Task:
Go to the line that contains "This screenshot has width=747, height=560." in the records below and repeat it, and each line after it, exactly through the end, omitting pictures.
*** Opening of Dataset records ***
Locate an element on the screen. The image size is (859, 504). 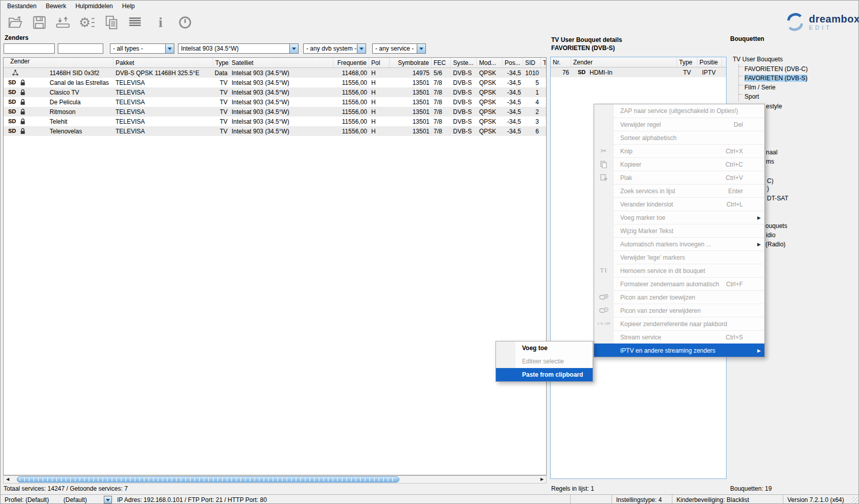
menu-item-stream-service: Stream serviceCtrl+S is located at coordinates (679, 337).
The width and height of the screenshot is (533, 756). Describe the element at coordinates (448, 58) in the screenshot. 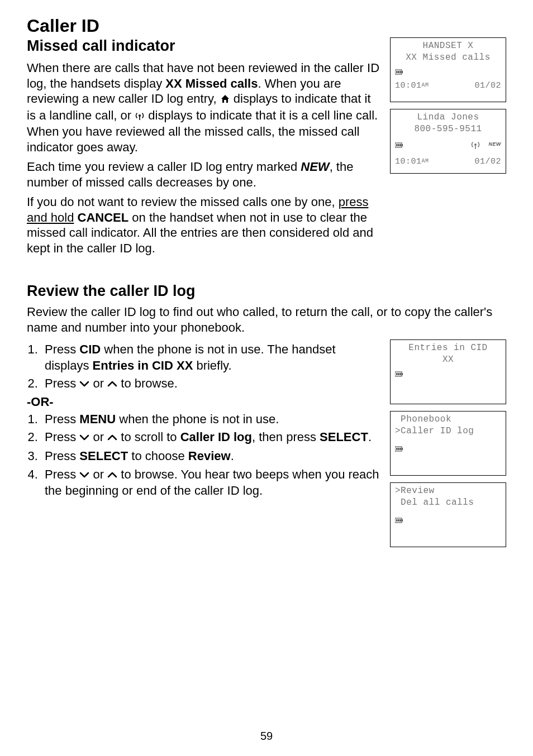

I see `lcd-line: XX Missed calls` at that location.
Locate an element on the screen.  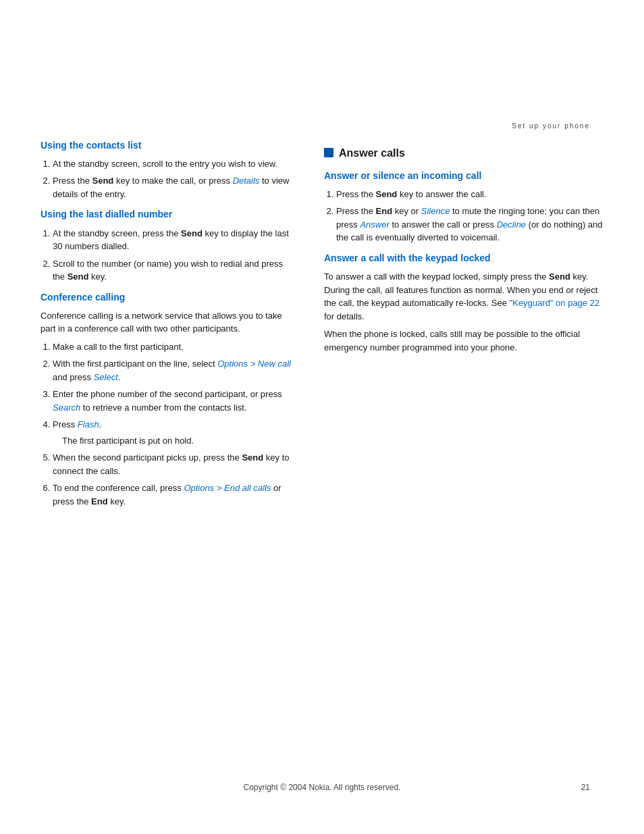
last-dialled-items: At the standby screen, press the Send ke… is located at coordinates (169, 255).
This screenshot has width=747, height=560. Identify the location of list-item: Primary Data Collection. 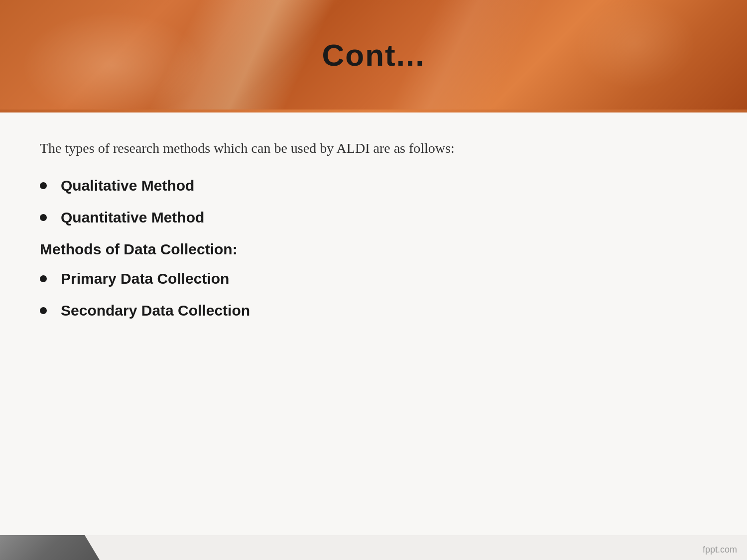
(374, 279).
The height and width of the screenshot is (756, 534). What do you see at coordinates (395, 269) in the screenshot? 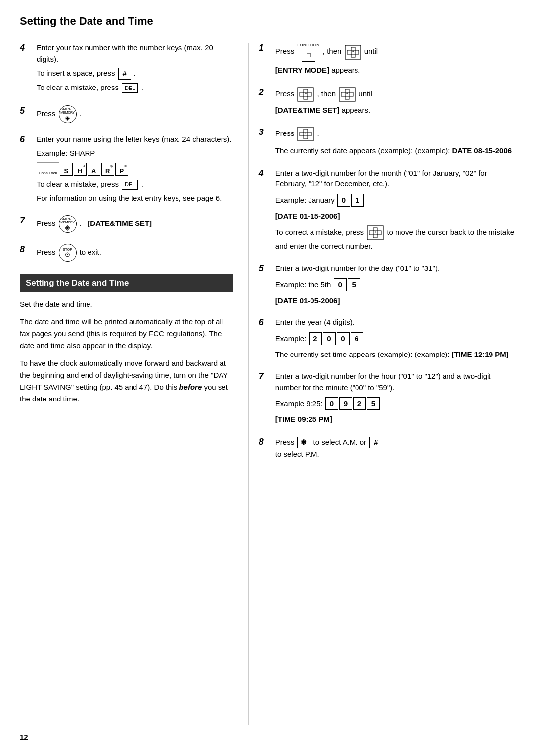
I see `right-step-5-text: Enter a two-digit number for the day ("0…` at bounding box center [395, 269].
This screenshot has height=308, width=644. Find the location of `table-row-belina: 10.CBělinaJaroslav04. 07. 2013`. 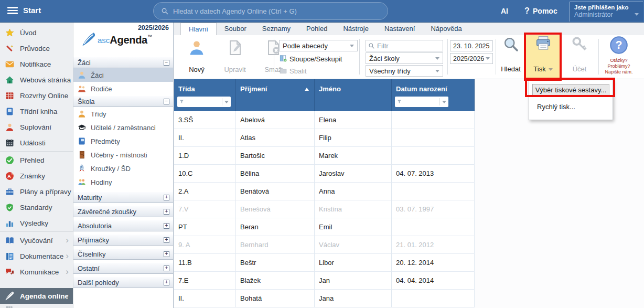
*** Close of Dataset records ***
Exercise response:
This screenshot has width=747, height=560. Identify the location of list-item: Primary Data Collection. 
(374, 279).
The height and width of the screenshot is (756, 534). What do you see at coordinates (395, 269) in the screenshot? 
I see `right-step-5-text: Enter a two-digit number for the day ("0…` at bounding box center [395, 269].
This screenshot has height=308, width=644. Find the location of `table-row-belina: 10.CBělinaJaroslav04. 07. 2013`. 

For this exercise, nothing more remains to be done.